On the morning of Saturday, October 7, Haim Rubinstein heard the sirens go off at his home in Tel Aviv. He turned the television on and saw Hamas terrorists getting off a white pickup truck in Sderot and then watched social media footage of Israelis being kidnapped to the Gaza Strip.
Rubinstein understood instantly that these events were unprecedented, and that immediate action was needed.
He saw the first hostages being dragged away on foot, in pickup trucks and on motorcycles — including Noa Argamani, who was kidnapped from the Supernova music festival near Kibbutz Re’im aboard a motorcycle while crying for help, with her boyfriend Avinatan Or led away on foot by terrorists.
Rubinstein, 35 — an experienced media adviser who had previously served as spokesman for former Yesh Atid MK Ofer Shelah and as a member of the party’s media team in four election campaigns — told his partner Roni: “I can no longer sit around.”

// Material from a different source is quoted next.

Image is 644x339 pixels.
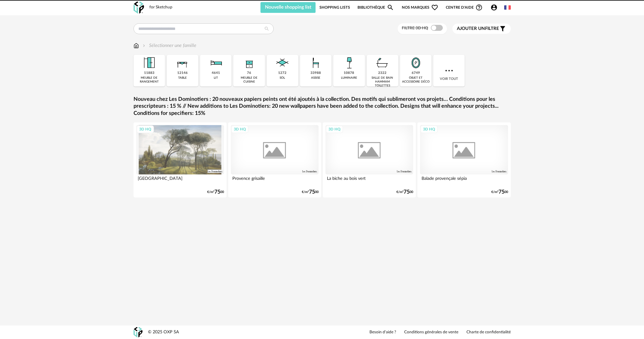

“The first thing I did was pick up the phone a few minutes after 8 a.m. and tell my clients that I had decided to take time off to help the hostages’ families,” Rubinstein told Zman Yisrael, The Times of Israel’s Hebrew-language sister site, in an interview this week.
On the same day that Hamas-led terrorists killed some 1,200 people in Israel and took 253 people hostage into Gaza, Rubinstein and his partner began collecting names of hostages who were identified in news reports and on social media. By the end of that bloody Saturday, he had already gathered 70 names.